Game Theory

Starfield director reveals how it can fix Fallout 4's biggest mistake

Choices are important, which is why Starfield having three times the dialogue as Skyrim is an excellent approach to.

by Tomas Franzese

Starfield could be the most ambitious RPG yet from Bethesda Games Studios. While this sci-fi game is still mostly shrouded in mystery, the little that we actually know about it hints at a massive scope fitting for a game where players will explore multiple worlds. At Tokyo Game Show 2021, Bethesda’s Todd Howard gave a brief update on Starfield and teased just how much dialogue players can expect from the game. And it’s a good indication that developers have learned a lot from the mistakes of games like Fallout 4.

Now that we have a better idea of the amount of dialogue in Starfield, we’re wondering how it should be delivered. Hopefully, Bethesda Games Studios looks to their older games like Fallout 3 and Fallout: New Vegas for inspiration rather than Fallout 4, its most recent single-player RPG.

What did Todd Howard say? During Xbox’s Tokyo Game Show 2021 livesteam, Game Director Todd Howard confirmed a Japanese localization for Starfield. When speaking about the localization process, Howard revealed how many lines of dialogue would be in the game.

“It’s our largest translation ever,” he says. “Over 300 actors and over 150,000 lines of dialogue.” That’s an absolutely massive amount of dialogue, especially when you consider that hundreds of actors will voice most of it. According to gaming Twitter account Nibel, this is over double the amount of dialogue that was in The Elder Scrolls V: Skyrim.

While he’s specifically talking about the Japanese localization here, the English version of the game will likely have a comparable amount of actors and dialogue, if not more. As such, Bethesda needs a good way to package this dialogue in a way that’s faithful to the RPG genre.

Todd Howard revealed Starfield’s massive narrative scope at Tokyo Game Show 2021.

How should dialogue work in Starfield? Different games all take different approaches to their dialogue systems. Some show the player everything they will say during a conversation, while others give the player a word or two to discern the tone of their response.

For a long time, Bethesda Game Studios titles delivered their dialogue as most classic RPGs did. You’d be presented with multiple fully written-out lines of dialogue, some of which were connected to your skills, and you would have the choose the best response for the situation.

Fallout 3 from Bethesda Game Studios and Fallout: New Vegas from Obsidian pulled this system off remarkably well. It makes the game more immersive as you know what the character will say and ensure the nuances of your character’s lines are what you want them to be.

Fallout: New Vegas’ dialogue system aged the best out of any Bethesda game.

Microsoft

But over time, Bethesda Game Studios slowly moved away from this kind of dialogue system. Skyrim was less dependant on player choice in dialogue, and Fallout 4 dropped the classic design entirely for a terrible system where players only had four short options to pick from, all of which lacked nuance.

This aspect of Fallout 4 was highly criticized (and even modded out by some fans), and Bethesda seems to be aware of their mistake there.

"Obviously, the way we did some dialogue stuff, that didn't work as well," How Howard told GameSpot back in 2016. "But I know the reasons we tried that — to make a nice interactive conversation — but [it was] less successful than some other things in the game. For us, we take that feedback, and I think long term.”

Fallout 76 included a more traditional dialogue system, though its impactfulness was muted in a multiplayer sandbox game. Starfield is Bethesda’s first big single-player RPG in over six years, so it needs to deliver an engaging dialogue system.

Having over 150,000 lines of dialogue suggests that there will be a lot of player choice, and looking to a game like Fallout: New Vegas for inspiration rather than Fallout 4 will be the key to making conversations in Starfield enjoyable.

Starfield will be released for PC and Xbox Series X on November 11, 2022.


Exercise requirements
Go through the entries one line at a time, and gather every line that has the word "point".

Segment Start: Entries provided

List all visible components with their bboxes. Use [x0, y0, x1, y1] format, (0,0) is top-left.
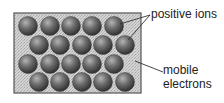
positive-ion: [62, 17, 81, 36]
positive-ion: [116, 73, 135, 92]
positive-ion: [41, 17, 60, 36]
positive-ion: [19, 55, 38, 74]
label-mobile: mobile: [163, 64, 198, 77]
positive-ion: [94, 36, 113, 55]
positive-ion: [30, 36, 49, 55]
positive-ion: [83, 17, 102, 36]
positive-ion: [51, 36, 70, 55]
label-positive-ions: positive ions: [151, 8, 217, 21]
positive-ion: [73, 73, 92, 92]
positive-ion: [19, 17, 38, 36]
positive-ion: [105, 17, 124, 36]
label-electrons: electrons: [163, 78, 212, 91]
positive-ion: [83, 55, 102, 74]
positive-ion: [73, 36, 92, 55]
positive-ion: [94, 73, 113, 92]
positive-ion: [51, 73, 70, 92]
positive-ion: [116, 36, 135, 55]
positive-ion: [41, 55, 60, 74]
positive-ion: [62, 55, 81, 74]
positive-ion: [30, 73, 49, 92]
positive-ion: [105, 55, 124, 74]
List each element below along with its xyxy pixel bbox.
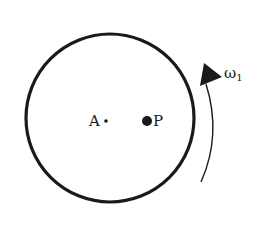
rotation-arrowhead-icon — [200, 63, 222, 86]
omega-subscript: 1 — [236, 72, 242, 83]
omega-symbol: ω — [224, 64, 236, 82]
point-p — [142, 116, 152, 126]
label-p: P — [153, 112, 163, 130]
rotating-disk-diagram: A P ω1 — [0, 0, 261, 239]
rotation-arrow-arc — [201, 84, 213, 182]
center-point-a — [104, 119, 108, 123]
label-omega: ω1 — [224, 64, 243, 83]
disk-outline — [26, 34, 194, 202]
label-a: A — [88, 112, 100, 130]
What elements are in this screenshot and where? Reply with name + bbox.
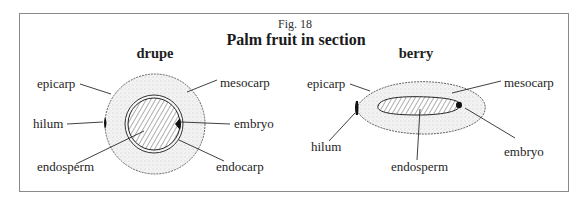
berry-label-mesocarp: mesocarp (504, 75, 554, 90)
berry-embryo-mark (456, 102, 462, 108)
drupe-diagram: drupe epicarp hilum endosperm mesocarp e… (33, 45, 274, 174)
berry-label-hilum: hilum (311, 139, 341, 154)
berry-label-endosperm: endosperm (391, 159, 448, 174)
berry-endosperm-shape (378, 97, 460, 115)
berry-label-embryo: embryo (504, 144, 544, 159)
drupe-heading: drupe (136, 45, 174, 61)
drupe-label-endosperm: endosperm (37, 159, 94, 174)
drupe-endosperm-shape (128, 98, 180, 150)
berry-heading: berry (399, 45, 434, 61)
figure-number: Fig. 18 (278, 17, 312, 31)
figure-title: Palm fruit in section (226, 31, 365, 48)
berry-hilum-mark (355, 101, 359, 115)
drupe-label-epicarp: epicarp (37, 76, 75, 91)
drupe-label-embryo: embryo (234, 116, 274, 131)
palm-fruit-diagram: Fig. 18 Palm fruit in section drupe epic… (0, 0, 587, 202)
drupe-label-mesocarp: mesocarp (220, 75, 270, 90)
berry-label-epicarp: epicarp (307, 76, 345, 91)
drupe-label-endocarp: endocarp (216, 159, 264, 174)
berry-diagram: berry epicarp hilum endosperm mesocarp e… (307, 45, 554, 174)
drupe-label-hilum: hilum (33, 116, 63, 131)
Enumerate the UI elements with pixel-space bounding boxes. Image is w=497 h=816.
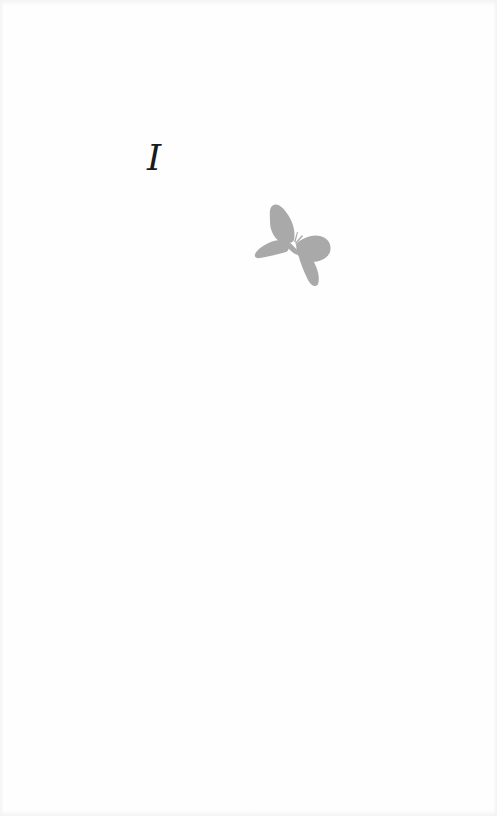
page-edge-bottom — [0, 810, 497, 816]
page-edge-top — [0, 0, 497, 6]
chapter-numeral: I — [147, 138, 161, 178]
butterfly-icon — [250, 200, 336, 292]
page-edge-left — [0, 0, 4, 816]
book-page: I — [0, 0, 497, 816]
page-edge-right — [493, 0, 497, 816]
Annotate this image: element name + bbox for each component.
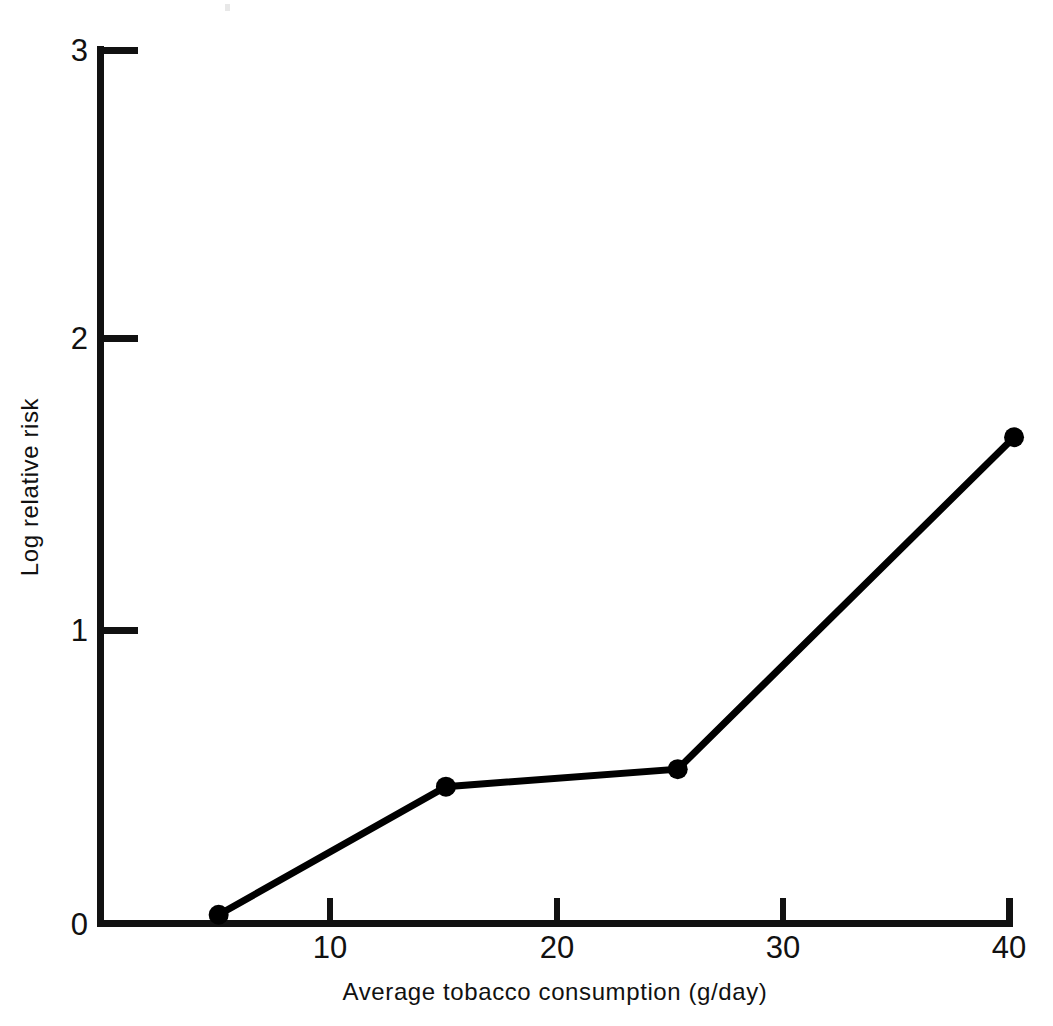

Segment End: Entries provided

Expected answer
point-p — [142, 116, 152, 126]
center-point-a — [104, 119, 108, 123]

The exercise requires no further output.